Jesus stepped down, inconceivably down, to love. As if being wrapped in rags and placed in a feeding trough were not down enough, He descended still further to a degrading death. The kind of death intended to reduce a human being to a piece of screaming meat: all dignity, all identity, even, consumed in a crawl of minutes. It would merely be pitiable if a well-meaning savior had stumbled into a death like that. But to volunteer for it, to actually debase Himself to such an extent-didn't he have any pride?

Well, no. Pride belongs to humans, not God. He doesn't need it. It's the pedestal we build to elevate ourselves, but He who makes the earth His footstool could hardly elevate Himself further.

"My richest gains I count but loss, and pour contempt on all my pride." We sing this thinking we've renounced earthly pomp; if we're not truly humble yet, we're getting there. But what about spiritual pomp: that last vestige of pride, the part that refuses to believe any self-respecting God would go to such lengths for miserable wretches? We rationalize His love: He did it for His own glory, to make a point, to show forth His everlasting grace and mercy.

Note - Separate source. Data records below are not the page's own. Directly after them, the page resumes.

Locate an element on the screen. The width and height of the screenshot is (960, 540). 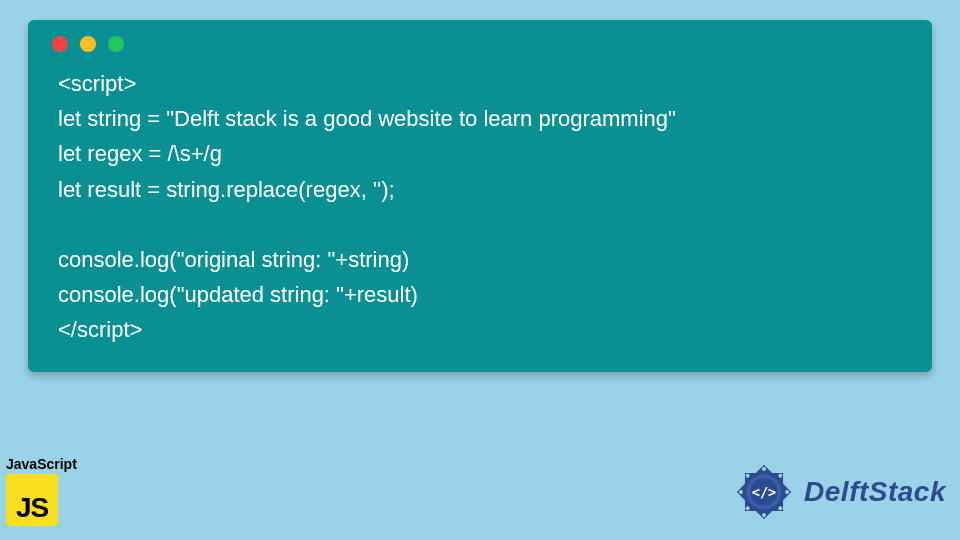
js-letters: JS is located at coordinates (32, 508).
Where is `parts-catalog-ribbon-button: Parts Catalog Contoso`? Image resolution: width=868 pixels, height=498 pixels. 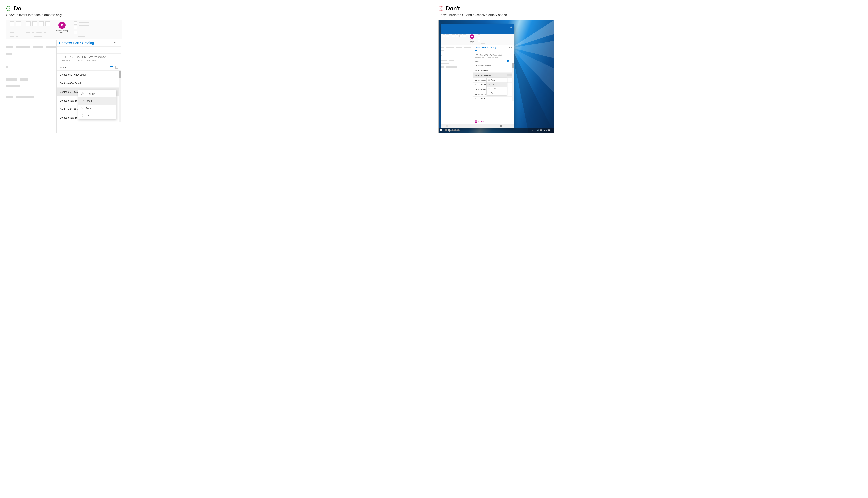 parts-catalog-ribbon-button: Parts Catalog Contoso is located at coordinates (62, 27).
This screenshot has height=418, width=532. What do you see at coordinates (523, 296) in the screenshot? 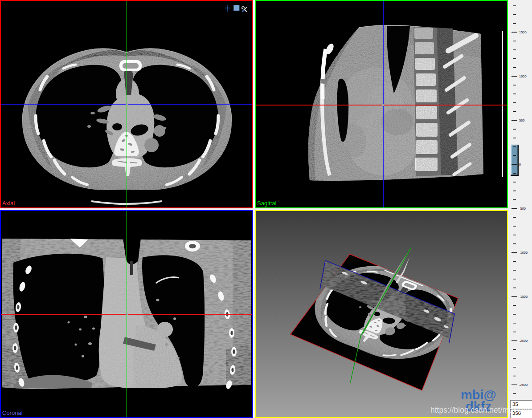
I see `svg-text: -1500` at bounding box center [523, 296].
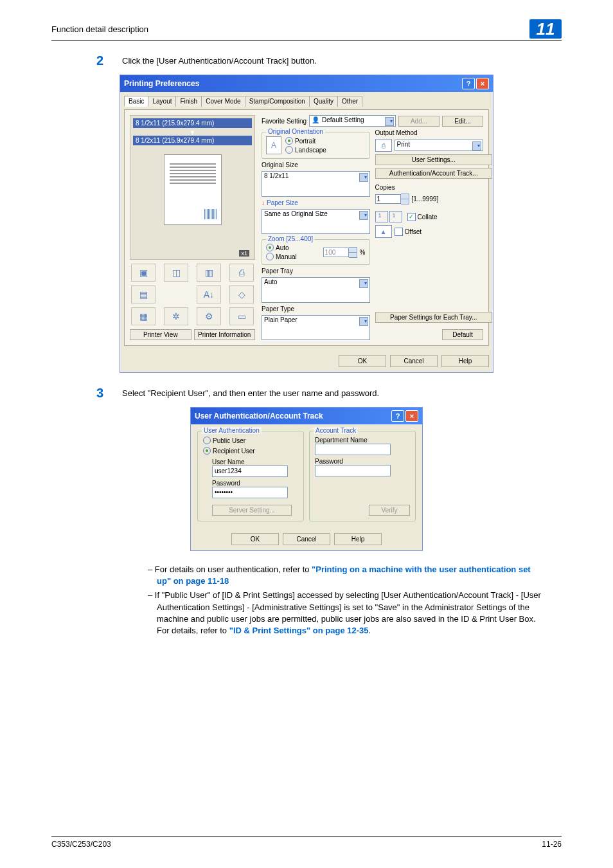 The width and height of the screenshot is (613, 868). What do you see at coordinates (162, 102) in the screenshot?
I see `tab-layout: Layout` at bounding box center [162, 102].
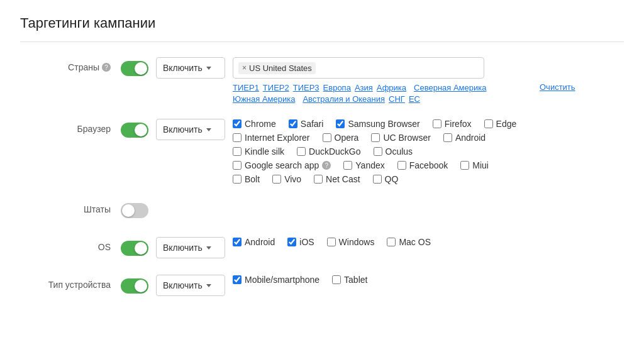  Describe the element at coordinates (191, 68) in the screenshot. I see `countries-dropdown: Включить` at that location.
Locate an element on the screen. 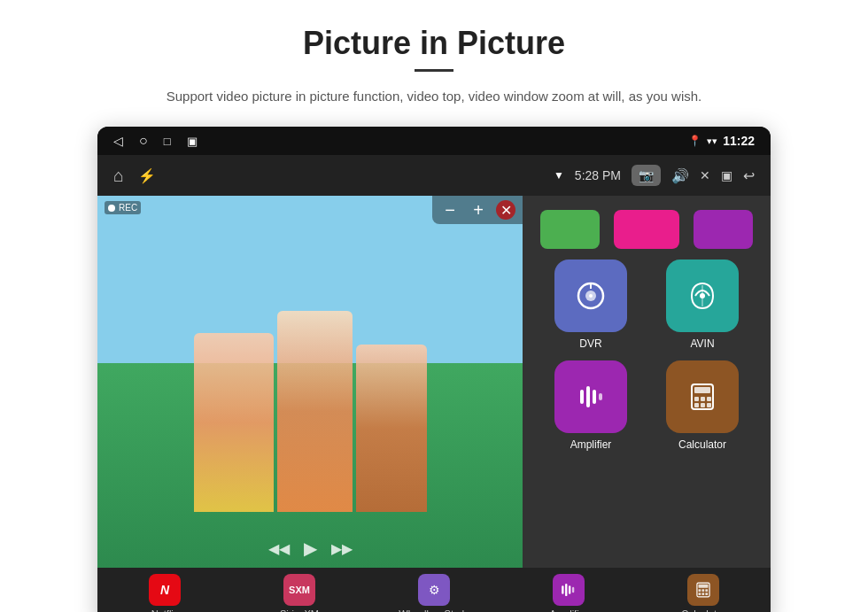 This screenshot has width=868, height=612. pip-minus-button: − is located at coordinates (450, 210).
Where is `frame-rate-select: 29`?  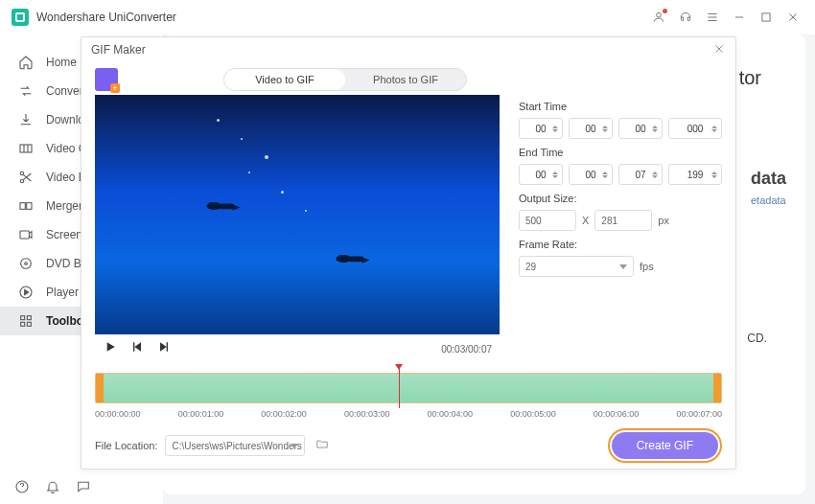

We secretly wonder how Paul could boast in the Lord and offer himself as an example to follow, yet regard himself as chief of sinners. We visualize God's love as a net that hauls in fine sleek fish together with puny sniveling fish. We're more than happy to keep to the rear while the joyous throng is pressing forward. Unworthy me-He accepts me as part of the deal, but love me?

I want to think it's humility that holds me back. But really, it's a twisted kind of pride. It was pride, chastely masquerading as self-consciousness, that made Adam ashamed of his nakedness; he thought he was better than the shivering pale creature he saw reflected in his wife. This is the stubborn cancer I inherited from him. Christ emptied himself (Philippians 2:7), but I can't. Not yet.

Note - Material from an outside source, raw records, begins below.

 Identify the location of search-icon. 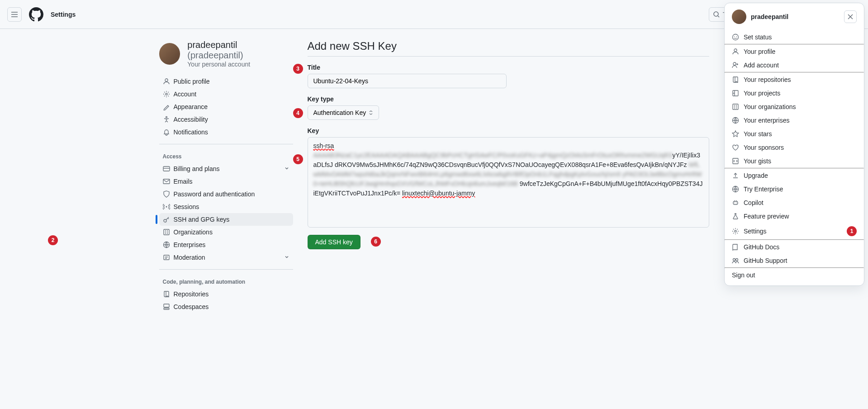
(716, 14).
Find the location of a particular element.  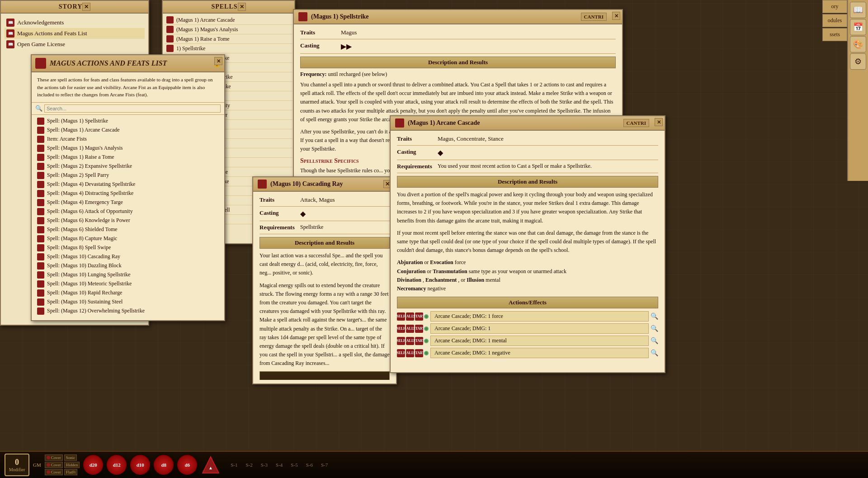

magus-item-label-10: Spell: (Magus 4) Emergency Targe is located at coordinates (85, 203).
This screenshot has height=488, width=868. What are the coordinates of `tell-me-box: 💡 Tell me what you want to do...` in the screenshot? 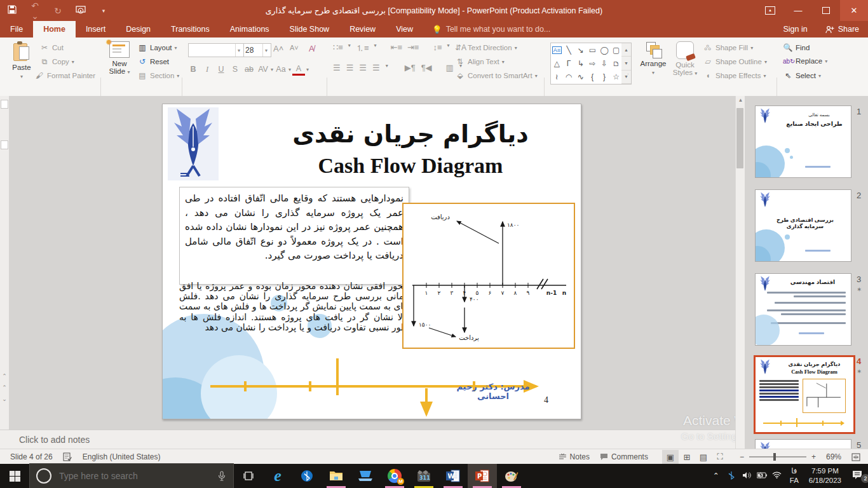 It's located at (491, 29).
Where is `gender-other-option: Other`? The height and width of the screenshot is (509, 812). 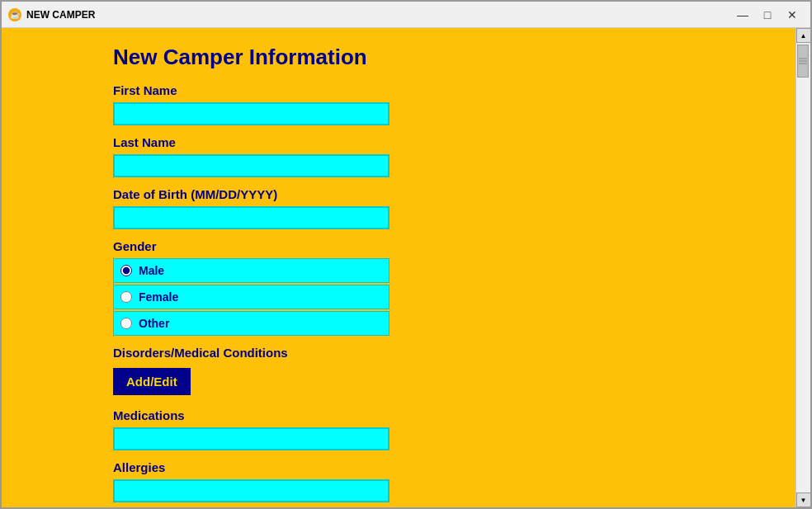
gender-other-option: Other is located at coordinates (251, 323).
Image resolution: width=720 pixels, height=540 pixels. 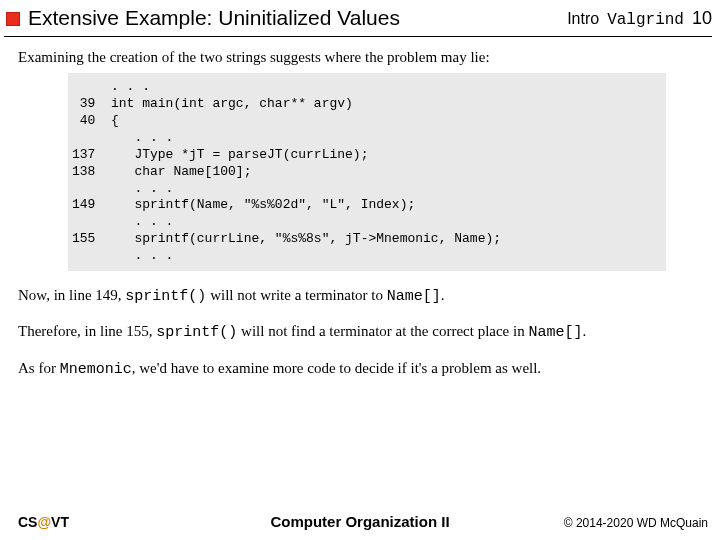 I want to click on footer-left: CS@VT, so click(x=44, y=522).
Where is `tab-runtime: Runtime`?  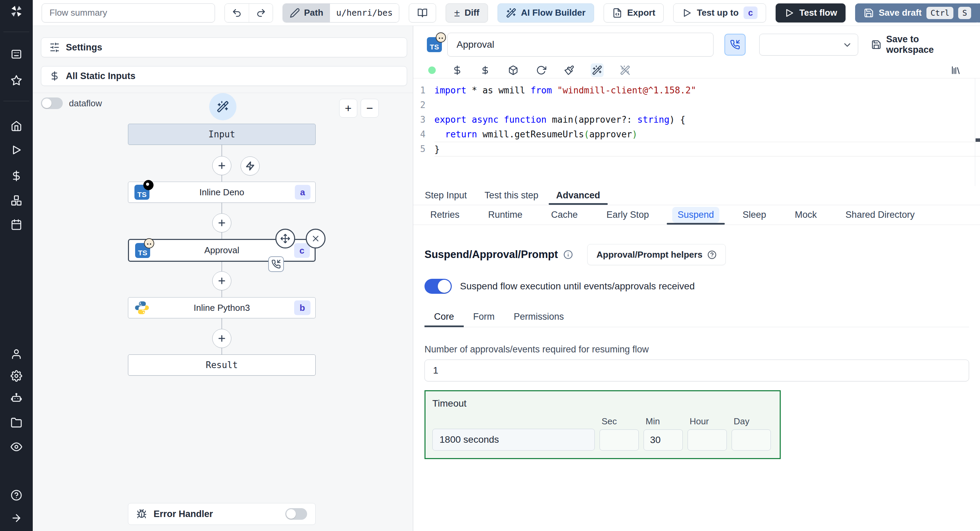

Flash forward to a bank beside a fast-flowing, sharp-waved river. On the opposite bank rises the shining spires of the Celestial City. The river is my last obstacle; to enter the city, I have to give up everything, even my rags. (They took everything from Him, to the last rag.) Can I surrender every shred of "unworthy me," drown in Him, embrace and fully believe this crazy, heedless, extravagant, self-effacing love for such as I? He took the plunge-a high, death-defying leap. It's my turn now.

His love is not the net but the river itself, this wild crystal stream. It will tear away the last scrap of my unbelief. From it I will emerge naked but unashamed, gasping like a fish in full comprehension, and as free of pride as God Himself.

Email: jcheaney@worldmag.com


Janie B. Cheaney

Janie is a senior writer who contributes commentary to WORLD and oversees WORLD’s annual Children’s Books of the Year awards. She also writes novels for young adults and authored the Wordsmith creative writing curriculum. Janie resides in rural Missouri.